A Jewish Guide To Fairtrade
The Fairtrade Foundation
I’ve long been grateful that Fairtrade exists. It makes me feel less like a thief when I go shopping. I’m doubly appreciative now, with the publication of this Jewish Guide, which relates the principles of fair trade to Jewish ethics, rooting them in textual sources and listing kosher Fairtrade foods.
I’ve often wondered what we would put in our shopping trolleys if, the moment we touched an item in the supermarket, we could see a film portraying the conditions in which it was produced, who toiled to grow it and at what environmental cost it was transported to the shelf.

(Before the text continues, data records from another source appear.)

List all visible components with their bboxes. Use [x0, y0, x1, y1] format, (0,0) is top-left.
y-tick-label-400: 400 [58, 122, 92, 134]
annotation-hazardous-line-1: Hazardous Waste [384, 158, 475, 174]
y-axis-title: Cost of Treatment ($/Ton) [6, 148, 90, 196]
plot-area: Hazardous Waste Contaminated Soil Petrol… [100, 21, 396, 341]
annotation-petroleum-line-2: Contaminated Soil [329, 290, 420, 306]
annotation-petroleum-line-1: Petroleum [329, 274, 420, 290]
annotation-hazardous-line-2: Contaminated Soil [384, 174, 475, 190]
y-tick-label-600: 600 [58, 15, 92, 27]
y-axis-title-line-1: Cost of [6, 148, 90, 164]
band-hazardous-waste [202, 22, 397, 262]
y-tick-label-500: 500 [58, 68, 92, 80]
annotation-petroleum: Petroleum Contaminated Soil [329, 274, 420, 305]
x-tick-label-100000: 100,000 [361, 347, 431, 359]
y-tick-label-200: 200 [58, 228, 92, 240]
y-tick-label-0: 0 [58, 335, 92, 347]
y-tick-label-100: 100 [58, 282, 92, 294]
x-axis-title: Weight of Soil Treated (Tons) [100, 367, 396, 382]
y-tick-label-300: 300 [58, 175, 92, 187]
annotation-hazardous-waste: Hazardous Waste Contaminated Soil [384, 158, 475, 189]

Fairtrade was created to address such issues. The movement grew in Europe in the 60s with slogans like “Trade not Aid”, (Maimonides’s first principle of charity in a sound-bite). In 1997 Fairtrade Labelling Organizations International was formed, leading to the familiar Fairtrade logo. FLO monitors standards and sets the key messages: a just price for farmers, sustainable farming methods and a Fairtrade premium which local participants decide how to use — whether for improving schools, ensuring clean water or developing farming methods.

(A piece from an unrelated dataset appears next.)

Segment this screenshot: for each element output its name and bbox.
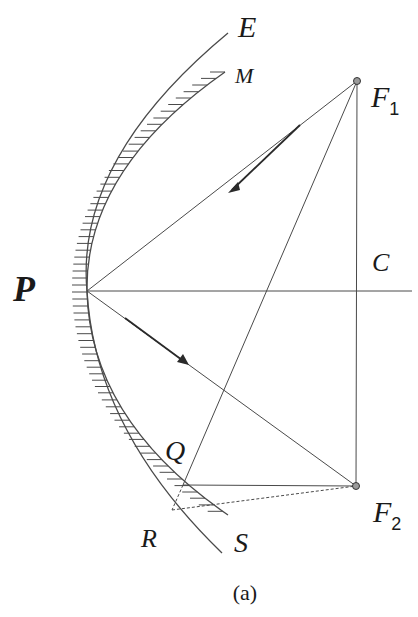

This booklet skilfully links Fairtrade principles to Jewish sources from the Bible to Maimonides. Verses like “You shall not abuse a needy or destitute labourer” become an immediate challenge, addressing key moral issues around consumer culture. An excellent tool for study, it also provides wide-ranging resources, including books, web addresses, recipes and ideas for games. It tells us how to become Fairtrade homes, shuls, schools and youth movements. Remarkably, the publication carries the logos of all the synagogue movements.

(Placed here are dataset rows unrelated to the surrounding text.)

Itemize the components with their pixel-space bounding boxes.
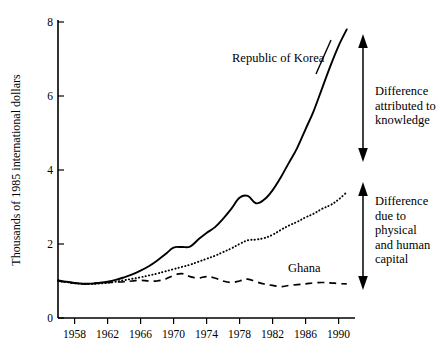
arrow-head-up — [358, 182, 368, 196]
y-tick-label: 6 — [47, 90, 53, 102]
x-tick-label: 1966 — [129, 328, 152, 340]
y-axis-ticks: 0 2 4 6 8 — [47, 16, 64, 324]
series-line-ghana — [58, 274, 347, 287]
y-tick-label: 4 — [47, 164, 53, 176]
x-axis-ticks: 1958 1962 1966 1970 1974 1978 1982 1986 … — [63, 318, 350, 340]
arrow-head-down — [358, 276, 368, 290]
annotation-knowledge-difference: Difference attributed to knowledge — [375, 84, 436, 128]
y-tick-label: 2 — [47, 238, 53, 250]
chart-figure: Thousands of 1985 international dollars … — [0, 0, 444, 356]
x-tick-label: 1958 — [63, 328, 86, 340]
arrow-head-up — [358, 34, 368, 48]
annotation-capital-difference: Difference due to physical and human cap… — [375, 194, 430, 267]
series-label-ghana: Ghana — [288, 261, 321, 275]
x-tick-label: 1990 — [327, 328, 350, 340]
x-tick-label: 1978 — [228, 328, 251, 340]
chart-canvas: Thousands of 1985 international dollars … — [0, 0, 444, 356]
series-line-korea — [58, 29, 347, 283]
arrow-head-down — [358, 148, 368, 162]
x-tick-label: 1982 — [261, 328, 284, 340]
series-label-korea: Republic of Korea — [232, 51, 325, 65]
knowledge-difference-arrow — [358, 34, 368, 162]
y-axis-title: Thousands of 1985 international dollars — [9, 74, 23, 266]
x-tick-label: 1986 — [294, 328, 317, 340]
x-tick-label: 1962 — [96, 328, 119, 340]
capital-difference-arrow — [358, 182, 368, 290]
x-tick-label: 1974 — [195, 328, 218, 340]
y-tick-label: 8 — [47, 16, 53, 28]
y-tick-label: 0 — [47, 312, 53, 324]
x-tick-label: 1970 — [162, 328, 185, 340]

The booklet considers dilemmas which have long made Jewish ethical shoppers pause: do I buy local, Israeli or Fairtrade? (There’s no major overlap, it suggests.) It lists kosher Fairtrade products, enough to make not only morning tea or coffee, but the fruit bowl, spice rack and gifts of chocolates, inter alia, moral decisions. There are Fairtrade clothes (including kippot, see picture) and even footballs; the black, blue and yellow logo should soon be seen on the T- shirts of Jewish summer camps.
The art of Judaism has always been to turn comprehensive values into everyday actions through the daily mitzvot which govern how we eat, greet and treat each other. If this is the case, buying Fairtrade is not just another consumer choice; it is a mitzvah.